The doctrine, first articulated by the Supreme Court in 1984, holds that federal courts must defer to an agency’s interpretation of ambiguous statutes if it’s based on “a permissible construction” of the statute. Conservatives charge that Chevron has given federal agencies too much regulatory power over Americans’ daily lives, and several justices have openly criticized the doctrine.

“Together [those three cases] all put the court in the position of making clear how far it really wants to go in terms of curtailing the administrative state,” says Jonathan Adler, a professor at Case Western Reserve University School of Law.

“The court has already cut back on Chevron, and the way the question is presented, the court could cut back more without directly overturning the decision.”

Consequences are also likely to come into play with the three administrative law cases. The court has been willing to limit agency power in recent years, for example, but it’s been careful to do so in a way that doesn’t throw into question decades of agency actions, says Professor Adler.

“This term, the ability of the court to continue to sound those themes without [creating] significant consequences is more concerning,” he adds. “The court is going to have to think more carefully about the potential consequences. ... We’ll see if that affects how the court decides cases.”

Mariam Zuhaib/AP/File
Sen.

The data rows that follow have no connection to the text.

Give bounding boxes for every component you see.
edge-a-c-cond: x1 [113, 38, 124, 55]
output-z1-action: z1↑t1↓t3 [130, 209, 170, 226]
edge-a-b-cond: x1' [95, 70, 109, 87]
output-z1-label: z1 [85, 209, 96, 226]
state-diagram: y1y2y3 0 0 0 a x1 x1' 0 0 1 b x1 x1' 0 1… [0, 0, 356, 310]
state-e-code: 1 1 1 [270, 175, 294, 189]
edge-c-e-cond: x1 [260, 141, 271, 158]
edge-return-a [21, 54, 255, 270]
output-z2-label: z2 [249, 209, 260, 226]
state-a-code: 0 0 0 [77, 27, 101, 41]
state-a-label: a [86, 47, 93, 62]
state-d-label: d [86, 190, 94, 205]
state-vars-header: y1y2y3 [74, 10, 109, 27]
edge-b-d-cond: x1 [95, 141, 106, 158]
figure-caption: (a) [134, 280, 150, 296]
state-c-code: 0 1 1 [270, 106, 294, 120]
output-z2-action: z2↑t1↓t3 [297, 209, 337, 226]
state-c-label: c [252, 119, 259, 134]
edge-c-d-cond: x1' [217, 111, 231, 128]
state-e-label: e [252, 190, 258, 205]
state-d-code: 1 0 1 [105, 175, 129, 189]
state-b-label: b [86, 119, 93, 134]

Sheldon Whitehouse, a member of the Senate Judiciary Committee (center), questions if the Supreme Court needs to adopt a code of ethics, April 6, 2022. Revelations about travel and favors accepted by justices have sparked calls for reform.

Wasn’t there lots of Supreme Court ethics news earlier this year?

Yes there was. Unlike other federal judges, Supreme Court justices are not subject to any formal ethics rules. And while people disagree over how big a problem it is, most agree that justices across the ideological spectrum have been able to make ethically suspect choices.

According to news reports, Justice Thomas and Justice Samuel Alito for years failed to disclose numerous gifts, including luxury vacations, from conservative donors and legal activists. Justice Sonia Sotomayor has been similarly criticized for reports that she encouraged public institutions to buy her books ahead of speaking engagements, and that she failed to recuse herself from cases involving her publisher.

“It heightens people’s concerns about the court, and to the extent they’re issuing opinions that are unpopular ... those concerns will continue,” says Professor Shapiro.

Justice Alito and Chief Justice John Roberts have brushed off the ethics concerns, the latter citing “separation of powers concerns and the importance of preserving judicial independence.” The court did adopt tighter reporting rules over the summer, but Justice Brett Kavanaugh and Justice Elena Kagan have both said in the past month that the high court should take additional steps to address concerns about its ethics rules.

In a relatively surprising decision this week, Justice Thomas recused himself from a decision rejecting an appeal in a case involving efforts to overturn the 2020 election. Justices don’t have to explain recusal decisions, but the fact that a plaintiff in the case, John Eastman, clerked for Justice Thomas in the mid-1990s could be a reason. Still, court watchers say, it represents a departure for Justice Thomas, who had refused to recuse himself from similar cases in the past despite evidence his wife, Ginni, was involved in efforts to overturn the 2020 election.

The recusal “should not be big news,” said Joyce White Vance, a law professor and former federal prosecutor, on social media. “But in this day and age ... it is.”

Meanwhile, public approval of the Supreme Court is now at 40%, a record low, according to Gallup. Another potentially contentious term lies ahead.